The momentum effective sound speed (MESS) and dualities of cosmological pertubations

The same spectrum of curvature perturbations can be explained by many different models. We first show this degeneracy by introducing homospectral expansion histories, i.e. classes of different expansion histories producing the same spectrum. We then consider other types of degeneracy associated to systems having the same momentum effective sound speed (MESS) of comoving curvature cosmological perturbations, which can be used to perform model independent analysis of observational data, or to define effective theories for different systems such as mutifields, modified gravity or super-gravity. As an application we show how the MESS can be used to obtain single field effective theories for some multifields inflationary models, and how it can be useful to compare different systems in terms of a unifying approach.

https://us02web.zoom.us/j/85478248551
2021-10-05 (Tuesday)
room B2.38, Pasteura 5 at 11:15  Calendar icon
Krzysztof Jodłowski (Narodowe Centrum Badań Jądrowych)
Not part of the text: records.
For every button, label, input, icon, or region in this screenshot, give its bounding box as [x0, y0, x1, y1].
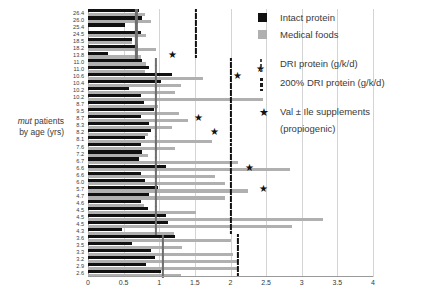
star-icon: ★	[259, 107, 269, 118]
legend-label-star: Val ± Ile supplements	[280, 106, 370, 118]
y-tick-label: 10.4	[73, 80, 84, 86]
y-tick-label: 10.2	[73, 94, 84, 100]
legend-spacer-b	[258, 96, 428, 106]
y-tick-label: 10.2	[73, 87, 84, 93]
bar-intact-protein	[88, 38, 132, 41]
bar-intact-protein	[88, 228, 122, 231]
bar-intact-protein	[88, 23, 125, 26]
bar-intact-protein	[88, 52, 108, 55]
legend-key-star: ★	[258, 106, 280, 118]
bar-intact-protein	[88, 270, 161, 273]
x-tick-label: 0	[86, 279, 90, 286]
y-tick-label: 4.5	[76, 221, 84, 227]
y-tick-label: 4.5	[76, 214, 84, 220]
legend-dashed-line-icon	[260, 59, 262, 72]
y-tick-label: 13.8	[73, 52, 84, 58]
x-tick-label: 3.5	[333, 279, 343, 286]
legend-swatch-black-icon	[258, 13, 267, 22]
bar-intact-protein	[88, 242, 132, 245]
y-tick-label: 2.6	[76, 270, 84, 276]
y-tick-label: 10.6	[73, 73, 84, 79]
y-tick-label: 8.1	[76, 136, 84, 142]
y-tick-label: 11.0	[74, 59, 84, 65]
y-tick-label: 6.6	[76, 165, 84, 171]
legend-item-dri: DRI protein (g/k/d)	[258, 58, 428, 72]
legend-key-dri200	[258, 77, 280, 91]
dri200-marker	[237, 269, 239, 278]
x-tick-labels: 00.511.522.533.54	[88, 279, 373, 293]
bar-intact-protein	[88, 108, 154, 111]
legend-label-medical: Medical foods	[280, 29, 339, 41]
x-tick-label: 0.5	[119, 279, 129, 286]
bar-intact-protein	[88, 256, 155, 259]
legend-key-intact	[258, 12, 280, 22]
y-tick-label: 8.3	[76, 122, 84, 128]
bar-intact-protein	[88, 122, 149, 125]
bar-intact-protein	[88, 87, 129, 90]
bar-intact-protein	[88, 186, 158, 189]
star-marker-icon: ★	[168, 50, 177, 60]
bar-intact-protein	[88, 80, 161, 83]
bar-intact-protein	[88, 73, 172, 76]
x-axis-line	[88, 276, 373, 277]
y-tick-label: 3.6	[76, 235, 84, 241]
x-tick-label: 4	[371, 279, 375, 286]
bar-intact-protein	[88, 31, 141, 34]
y-tick-label: 3.3	[76, 249, 84, 255]
y-tick-label: 4.6	[76, 200, 84, 206]
x-tick-label: 2.5	[261, 279, 271, 286]
y-tick-label: 7.2	[76, 151, 84, 157]
star-marker-icon: ★	[194, 113, 203, 123]
x-tick-label: 1.5	[190, 279, 200, 286]
y-axis-title-italic: mut	[18, 116, 32, 126]
y-tick-label: 7.6	[76, 144, 84, 150]
y-tick-label: 8.7	[76, 115, 84, 121]
y-tick-label: 6.0	[76, 179, 84, 185]
y-tick-label: 5.7	[76, 186, 84, 192]
y-tick-label: 9.5	[76, 108, 84, 114]
x-tick-label: 1	[157, 279, 161, 286]
y-tick-label: 8.2	[76, 129, 84, 135]
y-tick-label: 4.3	[76, 228, 84, 234]
bar-intact-protein	[88, 94, 141, 97]
y-tick-label: 4.5	[76, 207, 84, 213]
y-tick-label: 24.5	[73, 31, 84, 37]
star-marker-icon: ★	[210, 127, 219, 137]
bar-intact-protein	[88, 207, 148, 210]
y-tick-label: 6.7	[76, 158, 84, 164]
legend-key-medical	[258, 29, 280, 39]
bar-intact-protein	[88, 9, 139, 12]
bar-intact-protein	[88, 129, 151, 132]
x-tick-label: 2	[229, 279, 233, 286]
y-tick-labels: 26.426.025.424.518.518.213.811.011.010.6…	[60, 9, 86, 277]
bar-intact-protein	[88, 136, 145, 139]
legend: Intact protein Medical foods DRI protein…	[258, 12, 428, 135]
legend-item-intact-protein: Intact protein	[258, 12, 428, 24]
legend-bold-dashed-line-icon	[260, 78, 263, 91]
y-tick-label: 11.0	[74, 66, 84, 72]
bar-intact-protein	[88, 16, 142, 19]
bar-intact-protein	[88, 45, 138, 48]
bar-intact-protein	[88, 200, 141, 203]
bar-intact-protein	[88, 59, 142, 62]
y-tick-label: 6.6	[76, 172, 84, 178]
y-tick-label: 18.5	[73, 38, 84, 44]
bar-intact-protein	[88, 263, 146, 266]
legend-label-intact: Intact protein	[280, 12, 335, 24]
bar-intact-protein	[88, 157, 139, 160]
legend-swatch-gray-icon	[258, 30, 267, 39]
y-axis-title-line2: by age (yrs)	[2, 127, 64, 138]
legend-spacer-a	[258, 46, 428, 58]
legend-label-dri: DRI protein (g/k/d)	[280, 58, 358, 70]
y-tick-label: 26.4	[73, 10, 84, 16]
y-tick-label: 4.7	[76, 193, 84, 199]
bar-intact-protein	[88, 66, 149, 69]
bar-intact-protein	[88, 143, 141, 146]
legend-item-dri200: 200% DRI protein (g/k/d)	[258, 77, 428, 91]
chart-container: mut patients by age (yrs) 26.426.025.424…	[0, 0, 429, 298]
bar-intact-protein	[88, 179, 145, 182]
bar-intact-protein	[88, 150, 142, 153]
y-tick-label: 3.5	[76, 242, 84, 248]
legend-item-medical-foods: Medical foods	[258, 29, 428, 41]
bar-intact-protein	[88, 101, 144, 104]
Indirect detection of long-lived particles in a less-simplified scenario

Simplified models of light new physics constitute an important benchmark for future experimental programs that require further dedicated theoretical efforts. It is understood that realistic such scenarios will likely involve other degrees of freedom, including heavy particles, which can introduce additional modes of detection. In this talk, we will focus on an example of such model, in which the dark sector couples to the SM via a popular light dark Higgs portal, while it also contains a secluded scalar dark matter (DM) candidate with mass above the TeV scale. We will illustrate interesting phenomenological features of such scenario that allow one to avoid stringent cosmological bounds, while at the same time lead to complementary probes in intensity frontier searches for light new physics, DM indirect detection (ID), and cosmic microwave background radiation surveys. We will also highlight possible non-local effects present in DM ID that could significantly affect relevant detection strategies for such models via, e.g., i) an additional contribution to the flux coming from the “diffusion from GC” effect, ii) linear fall-off in the long lifetime regime due to finite support of the dark matter density.